Narcisa Núñez (she/her) is an interdisciplinary scholar whose research focuses on the memory and legacies of the Trujillo dictatorship in the Dominican Republic. Her dissertation “Memories of the Trujillo Dictatorship in Cultural Productions of the Dominican Diaspora” (working title) examines the cultural productions of the Dominican diaspora, such as visual art, literature, and performance art, that reflect and resist the legacies of the dictatorship. By using a multi-method approach that consists of artist interviews, public observations, archival research, and critical analysis, her research uncovers how the Dominican diaspora’s articulations of memory complicate the established history of the dictatorship, unearthing the traumatic past and its enduring legacies of erasure which dominate the island’s cultural and political landscape today. Núñez is a Ph.D. candidate at the University at Albany in the Department of Latin American, Caribbean and U.S. Latino Studies. Her research has been supported by the Smithsonian Institution’s Latino Museum Studies Program, the CUNY Dominican Studies Institute, the Social Science Research Council/National Endowment for the Humanities, and most recently, the ISLAA Forum: Latin American, Latinx Art and Visual Culture Dissertation Workshop at the University of Texas, Austin’s Center for Latin American Visual Studies (CLAVIS).

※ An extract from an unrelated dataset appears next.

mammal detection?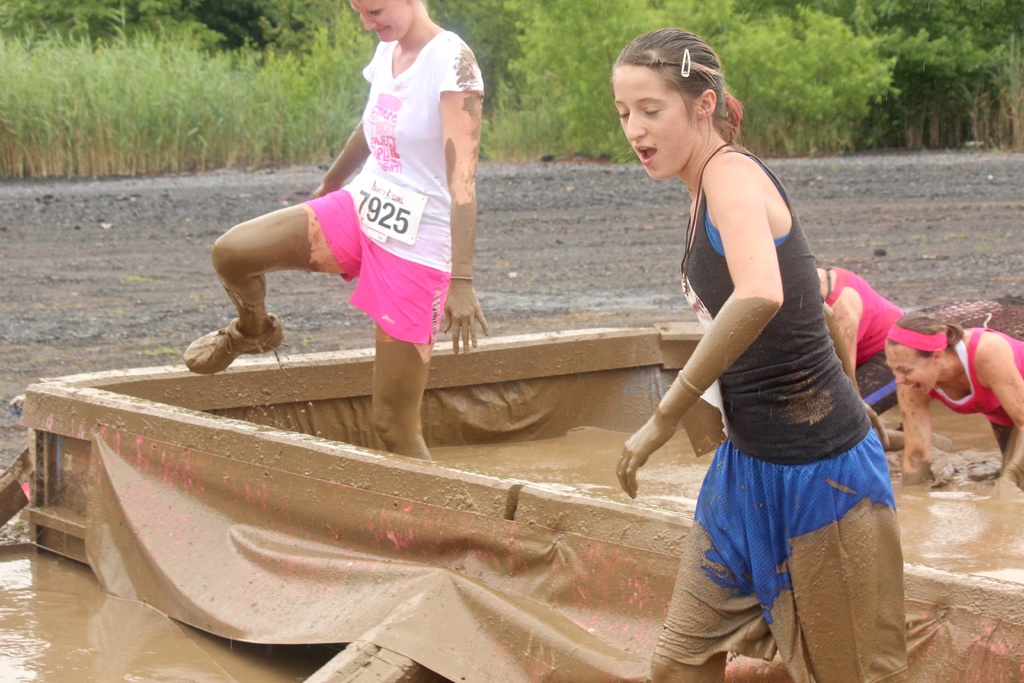
{"x1": 814, "y1": 251, "x2": 951, "y2": 447}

Dr. Omaris Z. Zamora (Assistant Professor, Department of Latino and Caribbean Studies, Rutgers University) is mentoring Narcisa Nuñez.

Allison Sáenz Heading link

Allison Sáenz

Allison Sáenz (she/her/ella) is a Honduran-Costa Rican-American PhD Candidate in the Department of History at the University of Houston where her research spans Latina/o/x, immigration, and public history. Her dissertation“Being a U.S. Central American: Immigration, Culture, and Ethnicity in Houston, Post-1965” blends both political and cultural histories in order to examine the history of Central Americans in one of the nation’s largest urban centers. Set against the backdrop of late-twentieth-century immigration policy, her research examines the effects of policy, but ultimately shows how policy did not, and does not, define the lives of U.S. Central Americans as they settled, adapted, and built a flourishing community in Houston. Previously, Allison has held a Latino Museum Studies Predoctoral Fellowship with the Smithsonian’s National Museum of the American Latino.

Dr. Kency Cornejo (Associate Professor, Art History, University of New Mexico) is mentoring Allison Saénz.